In a letter to Miss Elizabeth Toldridge, 1 April 1930, he wrote:
Incidentally—you have no doubt read reports of the discovery of the new trans-Neptunian planet . . . . a thing which excites me more than any other happening of recent times. Its existence is no surprise, for observers have long known that one or more such worlds probably exist beyond Neptune; yet its actual finding carries hardly less glamour on that account. Keats (thinking no doubt of Herschel’s discover of Uranus in 1781, or perhaps of the finding of the earlier asteroids) caught the magic of planetary discovery in two lines of his Chapman’s Homer sonnet, & that magic is surely as keen today as then. Asteroidal discovery does not mean much—but a major planet—a vast unknown world—is quite another matter. I have always wished I could live to see such a thing come to light—& here it is! The first real planet to be discovered since 1846, & only the third in the history of the human race! One wonders what it is like, & what dim-litten fungi may sprout coldly on its frozen surface! I think I shall suggest its being named Yuggoth! Reports make it smaller than Uranus & Neptune, but larger than the earth. I shall await its ephemerides & elements with interest. Probably it will receive a symbol & be treated of in the Nautical Almanack—I wonder whether it will get into the popular almanacks as well? Probably the future 200-inch reflector to be set up in California will tell more about it—& perhaps even help in locating still more distant planets. There is still quite a bit of interest in the limited solar system despite the diversion of astronomers’ chief notice to the larger problems of the stellar universe. Another thing that pleases me is that the newcomer came to light at the Lowell Observatory, & from Lowell’s own calculations. Poor chap! His better known observations & speculations never fared well in the scientific world; but now, thirteen years after his death, it is possible that his calculations may win him a major place among astronomers.(1)
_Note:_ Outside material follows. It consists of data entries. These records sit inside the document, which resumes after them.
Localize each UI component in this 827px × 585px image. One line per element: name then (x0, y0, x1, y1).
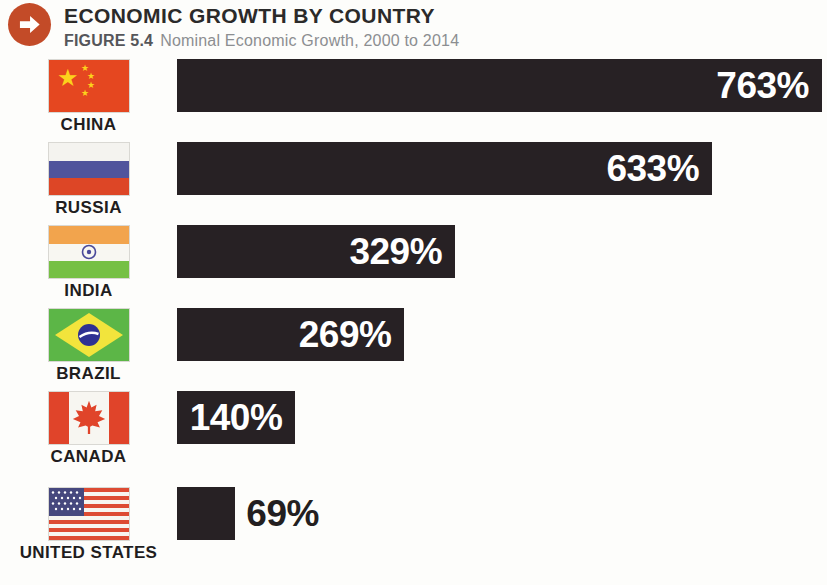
country-label-canada: CANADA (50, 447, 126, 467)
bar-brazil: 269% (177, 308, 404, 361)
arrow-right-circle-icon (8, 3, 51, 46)
bar-track: 140% (177, 391, 822, 444)
bar-india: 329% (177, 225, 455, 278)
united-states-flag-icon (48, 487, 130, 541)
flag-cell: INDIA (0, 225, 177, 301)
flag-cell: ★ ★ ★ ★ ★ CHINA (0, 59, 177, 135)
bar-chart: ★ ★ ★ ★ ★ CHINA 763% (0, 59, 827, 577)
russia-flag-icon (48, 142, 130, 196)
bar-track: 69% (177, 487, 822, 540)
india-flag-icon (48, 225, 130, 279)
bar-track: 329% (177, 225, 822, 278)
figure-caption: Nominal Economic Growth, 2000 to 2014 (160, 32, 459, 49)
country-label-russia: RUSSIA (55, 198, 122, 218)
header-text: ECONOMIC GROWTH BY COUNTRY FIGURE 5.4Nom… (64, 3, 459, 50)
bar-china: 763% (177, 59, 822, 112)
arrow-right-glyph (16, 11, 43, 38)
country-label-india: INDIA (64, 281, 112, 301)
country-label-china: CHINA (61, 115, 117, 135)
infographic-page: ECONOMIC GROWTH BY COUNTRY FIGURE 5.4Nom… (0, 0, 827, 585)
bar-track: 269% (177, 308, 822, 361)
chart-row-united-states: UNITED STATES 69% (0, 487, 827, 577)
chart-row-brazil: BRAZIL 269% (0, 308, 827, 391)
flag-cell: BRAZIL (0, 308, 177, 384)
chart-row-russia: RUSSIA 633% (0, 142, 827, 225)
country-label-united-states: UNITED STATES (20, 543, 158, 563)
svg-text:★: ★ (81, 88, 89, 98)
bar-value-india: 329% (349, 231, 455, 273)
bar-value-united-states: 69% (235, 493, 319, 535)
bar-canada: 140% (177, 391, 295, 444)
chart-header: ECONOMIC GROWTH BY COUNTRY FIGURE 5.4Nom… (0, 0, 827, 50)
flag-cell: CANADA (0, 391, 177, 467)
bar-russia: 633% (177, 142, 712, 195)
bar-track: 633% (177, 142, 822, 195)
chart-row-china: ★ ★ ★ ★ ★ CHINA 763% (0, 59, 827, 142)
figure-subtitle: FIGURE 5.4Nominal Economic Growth, 2000 … (64, 32, 459, 50)
flag-cell: RUSSIA (0, 142, 177, 218)
bar-value-russia: 633% (606, 148, 712, 190)
bar-value-canada: 140% (190, 397, 296, 439)
bar-track: 763% (177, 59, 822, 112)
svg-text:★: ★ (57, 64, 79, 92)
page-title: ECONOMIC GROWTH BY COUNTRY (64, 4, 459, 28)
brazil-flag-icon (48, 308, 130, 362)
bar-value-brazil: 269% (299, 314, 405, 356)
china-flag-icon: ★ ★ ★ ★ ★ (48, 59, 130, 113)
chart-row-india: INDIA 329% (0, 225, 827, 308)
bar-united-states (177, 487, 235, 540)
country-label-brazil: BRAZIL (56, 364, 121, 384)
figure-number: FIGURE 5.4 (64, 32, 153, 49)
canada-flag-icon (48, 391, 130, 445)
flag-cell: UNITED STATES (0, 487, 177, 563)
chart-row-canada: CANADA 140% (0, 391, 827, 474)
bar-value-china: 763% (716, 65, 822, 107)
The road to Pluto is completed yesterday thanks to the New Horizons that finally shot the more detailed portrait of the dwarf planet:

Image Credit: NASA/APL/SwRI
The most wonderful thing in all the mission is the precision of the calculations performed by NASA's scientists: I must remember to all reader that New Horizons tarveled for nine years in order to reach Pluto.
(1) H.P. Lovecraft’s Interest in Astronomy
(2) Lovecraft as Astronomer
(3) Tombaugh, C. W. (1946). The search for the ninth planet, Pluto. Leaflet of the Astronomical Society of the Pacific, 5, 73.